Lindsey Graham
๐ค SpeakerAppearances Over Time
Podcast Appearances
The 250-page manuscript she turned into her agent described a young woman named Jean Louise who returned to Alabama after spending some time living in New York.
Her father, Atticus, was a lawyer, just like Lise, and the story was centered on issues of race and racism in a small southern town, which bore a distinct resemblance to her hometown of Monroeville.
After reading it, Lee's agent sent along that manuscript to a respected publishing house called J.B.
Lippincott, where it landed on the desk of Tay Hohoff, one of the company's few senior woman editors.
Hohoff saw potential in the draft, and in the summer of 1957, she brought Lee in for a meeting.

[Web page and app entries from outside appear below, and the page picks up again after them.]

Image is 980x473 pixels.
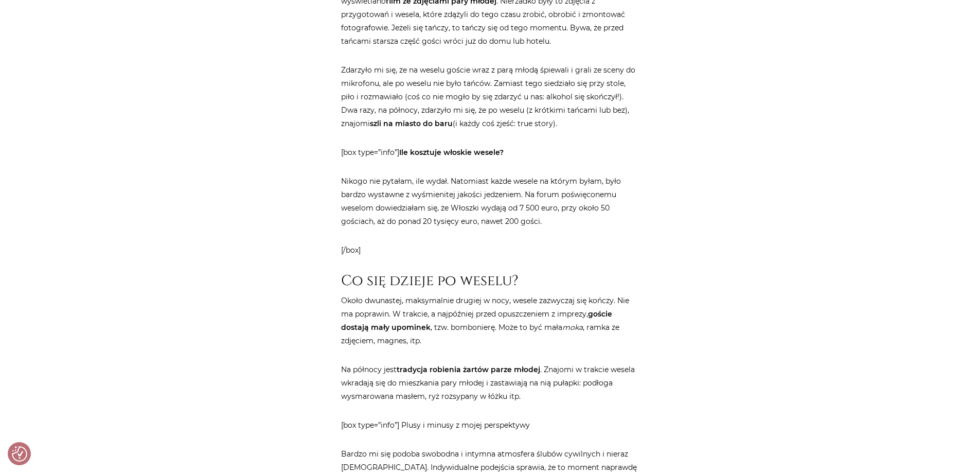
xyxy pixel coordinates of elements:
strong: goście dostają mały upominek [341,309,612,332]
button: Preferencje co do zgód [12,446,27,462]
p: Około dwunastej, maksymalnie drugiej w nocy, wesele zazwyczaj się kończy. Nie ma poprawin. W trak... [341,293,640,347]
p: [box type=”info”] Plusy i minusy z mojej perspektywy [341,418,640,431]
strong: Ile kosztuje włoskie wesele? [399,148,503,157]
p: Na północy jest . Znajomi w trakcie wesela wkradają się do mieszkania pary młodej i zastawiają na... [341,363,640,403]
p: [/box] [341,243,640,257]
p: Zdarzyło mi się, że na weselu goście wraz z parą młodą śpiewali i grali ze sceny do mikrofonu, al... [341,63,640,130]
em: moka [562,323,583,332]
p: Nikogo nie pytałam, ile wydał. Natomiast każde wesele na którym byłam, było bardzo wystawne z wyś... [341,174,640,228]
p: [box type=”info”] [341,146,640,159]
strong: szli na miasto do baru [370,119,453,128]
strong: tradycja robienia żartów parze młodej [397,365,540,374]
img: Revisit consent button [12,446,27,462]
h2: Co się dzieje po weselu? [341,273,640,290]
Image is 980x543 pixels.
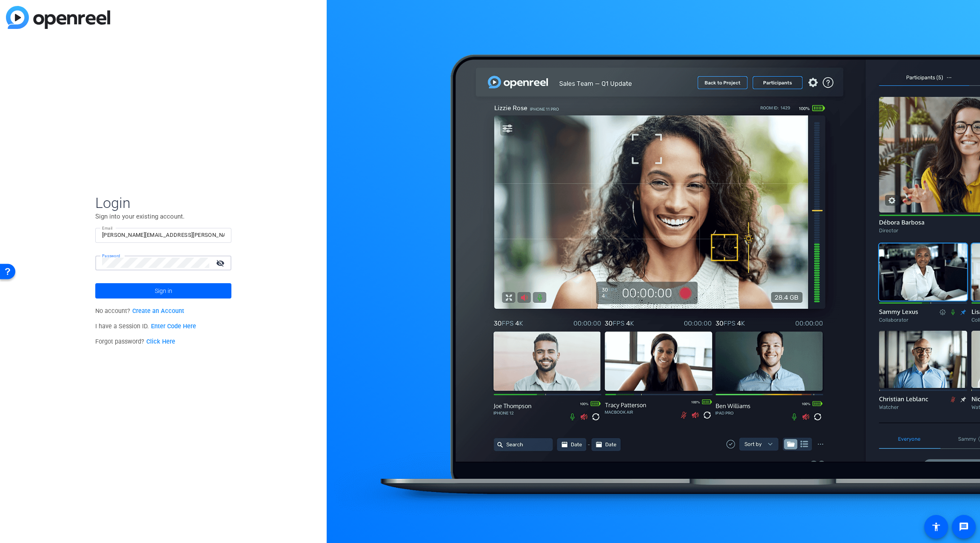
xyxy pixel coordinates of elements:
span: I have a Session ID. [95,323,196,330]
span: Sign in [155,280,172,301]
input: Enter Email Address [102,230,224,240]
p: Sign into your existing account. [95,211,232,221]
a: Click Here [146,338,176,345]
mat-icon: message [958,521,969,532]
mat-icon: visibility_off [211,257,232,269]
span: Login [95,194,232,211]
mat-label: Email [102,226,113,230]
mat-label: Password [102,253,120,258]
button: Sign in [95,283,232,298]
img: blue-gradient.svg [6,6,110,29]
span: No account? [95,307,184,314]
a: Enter Code Here [151,323,196,330]
a: Create an Account [132,307,184,314]
span: Forgot password? [95,338,176,345]
mat-icon: accessibility [931,521,941,532]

Hohoff told Lee that the draft needed work, but it had promise.
Lee spent another few months revising on her own, and by October, the editors at J.B.
Lippincott were sold.
They signed a deal with Lee and gave her a few thousand dollars advance to get the manuscript into publishing shape.
Hohoff and Lee then spent the next six months working through revisions together.
It was a slow and painstaking process.
Later, Lee recalled getting so frustrated one night that she threw the pages she'd been working on out the window.
But after Hohoff scolded her over the phone, Lee ran out into the cold and collected the discarded pages from the dirty New York snow.
In their revision process, Lee and Hohoff decided the story needed a new perspective.
They framed their revised draft through Jean Louise's eyes and set it in the Great Depression, when she was still a child who went by the nickname Scout.
To populate Scout's hometown, Lee pulled from characters she herself had known during her childhood.
There was the mysterious neighbor down the street, Boo Radley, whom the kids tried to coax out of his home.
A loving black housekeeper, Calpurnia, who cared for Scout and her brother.
a rambunctious best friend named Dill who spent his summers in the house next door.
And at the heart of the story was a trial, which Lee said was a composite of all the trials in the world, but set at Monroeville's courthouse.